Counter to conventional wisdom, Americans such as Rivers can get to Cuba legally and quite easily. In many cases, there is no wait for a visa, license or government approval.

The wrinkle is that the words “vacation,” “tourism” and “leisure” aren’t to enter the equation.

Though the United States maintains a prohibition against travel to Cuba – or, more accurately, spending money in Cuba, which is why such travel is regulated by the Treasury Department – there are still several legal avenues for getting there.

Among the most common are group “people-to-people” trips like the one Rivers joined. When you dig slightly below the surface, it’s clear these trips are not so different from what people usually do on vacation.

What is mandated is “meaningful interaction” with Cuban people. Though that might cast doubt on scuba diving or sunning yourself at the beach, is dancing late into the night in a Cuban jazz club meaningfully cultural? Or taking in a baseball game where frenzied locals dance and beat on drums?

“It did give me more appreciation of the culture,” she said. “We don’t have a lot of drumming and dancing at baseball games in the States.”

As part of her person-to-person trip in a group of 16 mostly Bay Area residents who work in affordable housing and academia, she also met with cultural and government officials from across Cuba to discuss the arts, racism and housing.

“It was not a standard trip to any country, but I didn’t feel hemmed in by the guidelines,” said Rivers, 45.

People-to-people trips began in 1999 under President Bill Clinton, ended under President George W. Bush and were restored last year under President Barack Obama.

Yet they remain a hot-button issue. As recently as December, Republican U.S. Sen. Marco Rubio of Florida, whose parents moved from Cuba before he was born (and before Fidel Castro came to power in 1959), castigated person-to-person trips as “outrageous tourism, which, quite frankly, borders on indoctrination of Americans by Castro government officials.”

Such watchful eyes make organizations with person-to-person licenses take pains to promote the educational aspects of their trips while playing down tourism. But it’s still there.

“The purpose of the person-to-person program from our point of view is to get as much face-to-face time with local people as possible,” said Sandra Levinson, of the New York-based Center for Cuban Studies. “That doesn’t mean going to a lot of lectures or meeting with a lot of government officials. It means being involved in activities where you meet and greet a lot of Cubans.”

Though the United States largely stands alone on restricting travel to Cuba, a stance taken since the communist revolution, most travelers, regardless of where they originate, go to Cuba with a group. The reasons are many: Poor infrastructure makes it difficult to get around; a hotel shortage can make accommodations difficult to come by; the cost of getting around the island, especially renting cars, can be prohibitive; and the dialect can be tricky even for Spanish speakers.

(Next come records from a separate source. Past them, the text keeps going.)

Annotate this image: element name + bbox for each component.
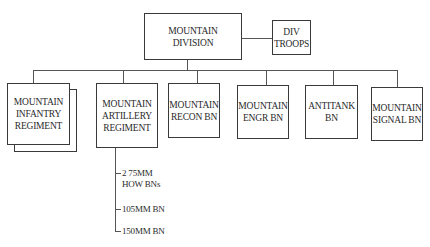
mountain-artillery-regiment-box: MOUNTAIN ARTILLERY REGIMENT xyxy=(96,83,158,148)
drop-antitank xyxy=(333,70,334,85)
infantry-line2: INFANTRY xyxy=(14,108,63,120)
engr-line1: MOUNTAIN xyxy=(238,100,287,112)
div-troops-box: DIV TROOPS xyxy=(272,20,311,55)
mountain-infantry-regiment-box: MOUNTAIN INFANTRY REGIMENT xyxy=(7,83,70,145)
antitank-line1: ANTITANK xyxy=(308,100,355,112)
drop-signal xyxy=(397,70,398,87)
antitank-bn-box: ANTITANK BN xyxy=(305,85,358,139)
recon-line1: MOUNTAIN xyxy=(169,99,218,111)
antitank-line2: BN xyxy=(308,112,355,124)
artillery-line3: REGIMENT xyxy=(102,122,152,134)
subunit-150mm-label: 150MM BN xyxy=(122,226,165,237)
subunit-105mm-bn: 105MM BN xyxy=(122,204,165,215)
engr-line2: ENGR BN xyxy=(238,112,287,124)
artillery-line2: ARTILLERY xyxy=(102,110,152,122)
subunit-75mm-line1: 2 75MM xyxy=(122,168,160,179)
infantry-line1: MOUNTAIN xyxy=(14,96,63,108)
subunit-105mm-label: 105MM BN xyxy=(122,204,165,215)
drop-engr xyxy=(266,70,267,85)
infantry-line3: REGIMENT xyxy=(14,120,63,132)
signal-line1: MOUNTAIN xyxy=(372,102,421,114)
drop-artillery xyxy=(123,70,124,83)
root-to-div-troops-connector xyxy=(242,38,272,39)
subunit-tick-3 xyxy=(115,231,121,232)
recon-line2: RECON BN xyxy=(169,111,218,123)
mountain-signal-bn-box: MOUNTAIN SIGNAL BN xyxy=(371,87,423,141)
signal-line2: SIGNAL BN xyxy=(372,114,421,126)
mountain-engr-bn-box: MOUNTAIN ENGR BN xyxy=(237,85,289,139)
subunit-75mm-line2: HOW BNs xyxy=(122,179,160,190)
drop-infantry xyxy=(33,70,34,83)
div-troops-line2: TROOPS xyxy=(274,38,309,50)
subunit-tick-2 xyxy=(115,209,121,210)
artillery-subunit-trunk xyxy=(115,148,116,231)
root-label-line2: DIVISION xyxy=(168,37,217,49)
main-horizontal-bar xyxy=(33,70,397,71)
artillery-line1: MOUNTAIN xyxy=(102,98,152,110)
subunit-tick-1 xyxy=(115,173,121,174)
subunit-75mm-how: 2 75MM HOW BNs xyxy=(122,168,160,190)
drop-recon xyxy=(197,70,198,83)
mountain-recon-bn-box: MOUNTAIN RECON BN xyxy=(168,83,220,138)
mountain-division-box: MOUNTAIN DIVISION xyxy=(144,13,242,60)
subunit-150mm-bn: 150MM BN xyxy=(122,226,165,237)
div-troops-line1: DIV xyxy=(274,26,309,38)
root-label-line1: MOUNTAIN xyxy=(168,25,217,37)
root-down-connector xyxy=(187,60,188,70)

But Cuba does get an increasing number of solo travelers. From the U.S., that includes people who qualify for general licenses (journalists, academics, people with religious purposes and those with “close relatives” in Cuba); they can go as easily as drawing up an itinerary, signing an affidavit through a Travel Service Provider (there are dozens, mostly in Florida) and swearing they’ll keep to it.

A person who does not qualify for a general license can apply for a specific license, requiring a more laborious process that involves applying through the Treasury Department.

The mechanics of actually getting to Cuba also are restricted: The only way to get there legally from the United States is on a sanctioned charter airline, as arranged through a Travel Service Provider. Flights leave daily from Miami and elsewhere in Florida and less often from larger cities, such as New York, Los Angeles and Chicago.

Rivers plans to take the trip again. “You take off, see the Keys and – boom – you’re in Cuba,” she said. “It was amazing. It seemed too close not to be able to go there more easily.”